Iowa State urges late-spring nitrate testing as residual soil nitrogen runs high and variable

Iowa State University is urging corn growers to run the Late Spring Nitrate Test (LSNT) before sidedressing this season, after statewide soil sampling found residual nitrogen levels running high and unusually variable from field to field — a combination that could let many farmers cut nitrogen rates and costs.
Sampling by the Iowa Nitrogen Initiative found that in the top two feet of soil, fields that had received no fertilizer carried a median 28 lbs of nitrogen per acre, most of it available to this year’s crop, the university’s extension agronomists said in a May 29 advisory. Median LSNT readings were 4 ppm, ranging from 0 ppm at the 25th percentile to 10 ppm at the 75th, with the top quartile testing 11–25 ppm.
That spread has real cost implications. Across the middle half of fields, the variation alone implies in-season nitrogen rates can be cut by more than a third — roughly 55 lbs N per acre — in higher-testing fields versus lower-testing ones, with larger savings in the top quartile.
The advisory noted that the figures likely understate nitrate that will be available by sidedress timing, as warming soils drive further nitrogen mineralization. Above-average spring rainfall can also push nitrate into the second foot of soil, where it is not captured by the test but remains available to the crop.
With nitrogen input costs still elevated, the guidance underscores soil testing as a low-cost lever for trimming fertilizer spend without sacrificing yield. Iowa State pointed growers to its LSNT decision tool and the Iowa Nitrogen Initiative’s N-FACT model to tailor rates ahead of sidedressing.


→ **Task statement**
Repeat the whole listing. Keep it exact.

%%

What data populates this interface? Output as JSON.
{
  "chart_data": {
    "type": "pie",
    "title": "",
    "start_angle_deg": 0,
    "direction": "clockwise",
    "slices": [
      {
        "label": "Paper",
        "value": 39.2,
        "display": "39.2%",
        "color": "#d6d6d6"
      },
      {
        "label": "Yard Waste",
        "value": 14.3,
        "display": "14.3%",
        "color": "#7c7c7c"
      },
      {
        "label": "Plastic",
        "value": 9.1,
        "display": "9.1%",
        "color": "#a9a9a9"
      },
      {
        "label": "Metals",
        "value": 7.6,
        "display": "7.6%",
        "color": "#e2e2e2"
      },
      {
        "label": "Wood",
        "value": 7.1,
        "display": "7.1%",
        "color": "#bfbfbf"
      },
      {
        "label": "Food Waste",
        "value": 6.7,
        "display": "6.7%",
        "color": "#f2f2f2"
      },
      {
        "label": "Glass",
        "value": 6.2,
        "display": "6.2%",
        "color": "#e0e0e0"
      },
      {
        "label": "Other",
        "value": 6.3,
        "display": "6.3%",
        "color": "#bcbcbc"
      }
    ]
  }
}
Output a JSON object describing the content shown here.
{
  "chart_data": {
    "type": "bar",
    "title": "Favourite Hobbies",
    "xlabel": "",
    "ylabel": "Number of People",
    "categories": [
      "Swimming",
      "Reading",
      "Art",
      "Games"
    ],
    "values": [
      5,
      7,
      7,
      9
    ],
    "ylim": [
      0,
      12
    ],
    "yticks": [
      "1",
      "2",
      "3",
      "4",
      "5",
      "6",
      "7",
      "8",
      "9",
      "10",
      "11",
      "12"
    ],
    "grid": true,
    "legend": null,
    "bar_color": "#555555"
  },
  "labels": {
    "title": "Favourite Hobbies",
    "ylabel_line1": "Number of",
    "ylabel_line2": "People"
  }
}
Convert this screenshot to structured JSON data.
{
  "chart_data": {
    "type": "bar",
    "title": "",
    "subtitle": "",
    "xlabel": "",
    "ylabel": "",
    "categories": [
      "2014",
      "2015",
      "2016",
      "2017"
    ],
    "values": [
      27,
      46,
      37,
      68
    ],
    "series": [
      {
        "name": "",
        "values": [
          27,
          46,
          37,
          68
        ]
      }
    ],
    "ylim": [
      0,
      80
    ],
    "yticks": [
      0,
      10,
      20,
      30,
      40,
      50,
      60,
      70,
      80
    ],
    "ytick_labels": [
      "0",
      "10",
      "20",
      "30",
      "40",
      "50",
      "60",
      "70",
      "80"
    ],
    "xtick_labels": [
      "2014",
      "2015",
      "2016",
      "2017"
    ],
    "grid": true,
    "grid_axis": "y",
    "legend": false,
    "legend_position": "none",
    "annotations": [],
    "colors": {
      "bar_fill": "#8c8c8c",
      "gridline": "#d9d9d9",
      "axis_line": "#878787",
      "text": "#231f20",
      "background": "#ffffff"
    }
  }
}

%%

→ **The completed task**
What data populates this interface? Output as JSON.
{
  "chart_data": {
    "type": "pie",
    "title": "",
    "start_angle_deg": 0,
    "direction": "clockwise",
    "slices": [
      {
        "label": "Paper",
        "value": 39.2,
        "display": "39.2%",
        "color": "#d6d6d6"
      },
      {
        "label": "Yard Waste",
        "value": 14.3,
        "display": "14.3%",
        "color": "#7c7c7c"
      },
      {
        "label": "Plastic",
        "value": 9.1,
        "display": "9.1%",
        "color": "#a9a9a9"
      },
      {
        "label": "Metals",
        "value": 7.6,
        "display": "7.6%",
        "color": "#e2e2e2"
      },
      {
        "label": "Wood",
        "value": 7.1,
        "display": "7.1%",
        "color": "#bfbfbf"
      },
      {
        "label": "Food Waste",
        "value": 6.7,
        "display": "6.7%",
        "color": "#f2f2f2"
      },
      {
        "label": "Glass",
        "value": 6.2,
        "display": "6.2%",
        "color": "#e0e0e0"
      },
      {
        "label": "Other",
        "value": 6.3,
        "display": "6.3%",
        "color": "#bcbcbc"
      }
    ]
  }
}
Output a JSON object describing the content shown here.
{
  "chart_data": {
    "type": "bar",
    "title": "Favourite Hobbies",
    "xlabel": "",
    "ylabel": "Number of People",
    "categories": [
      "Swimming",
      "Reading",
      "Art",
      "Games"
    ],
    "values": [
      5,
      7,
      7,
      9
    ],
    "ylim": [
      0,
      12
    ],
    "yticks": [
      "1",
      "2",
      "3",
      "4",
      "5",
      "6",
      "7",
      "8",
      "9",
      "10",
      "11",
      "12"
    ],
    "grid": true,
    "legend": null,
    "bar_color": "#555555"
  },
  "labels": {
    "title": "Favourite Hobbies",
    "ylabel_line1": "Number of",
    "ylabel_line2": "People"
  }
}
Convert this screenshot to structured JSON data.
{
  "chart_data": {
    "type": "bar",
    "title": "",
    "subtitle": "",
    "xlabel": "",
    "ylabel": "",
    "categories": [
      "2014",
      "2015",
      "2016",
      "2017"
    ],
    "values": [
      27,
      46,
      37,
      68
    ],
    "series": [
      {
        "name": "",
        "values": [
          27,
          46,
          37,
          68
        ]
      }
    ],
    "ylim": [
      0,
      80
    ],
    "yticks": [
      0,
      10,
      20,
      30,
      40,
      50,
      60,
      70,
      80
    ],
    "ytick_labels": [
      "0",
      "10",
      "20",
      "30",
      "40",
      "50",
      "60",
      "70",
      "80"
    ],
    "xtick_labels": [
      "2014",
      "2015",
      "2016",
      "2017"
    ],
    "grid": true,
    "grid_axis": "y",
    "legend": false,
    "legend_position": "none",
    "annotations": [],
    "colors": {
      "bar_fill": "#8c8c8c",
      "gridline": "#d9d9d9",
      "axis_line": "#878787",
      "text": "#231f20",
      "background": "#ffffff"
    }
  }
}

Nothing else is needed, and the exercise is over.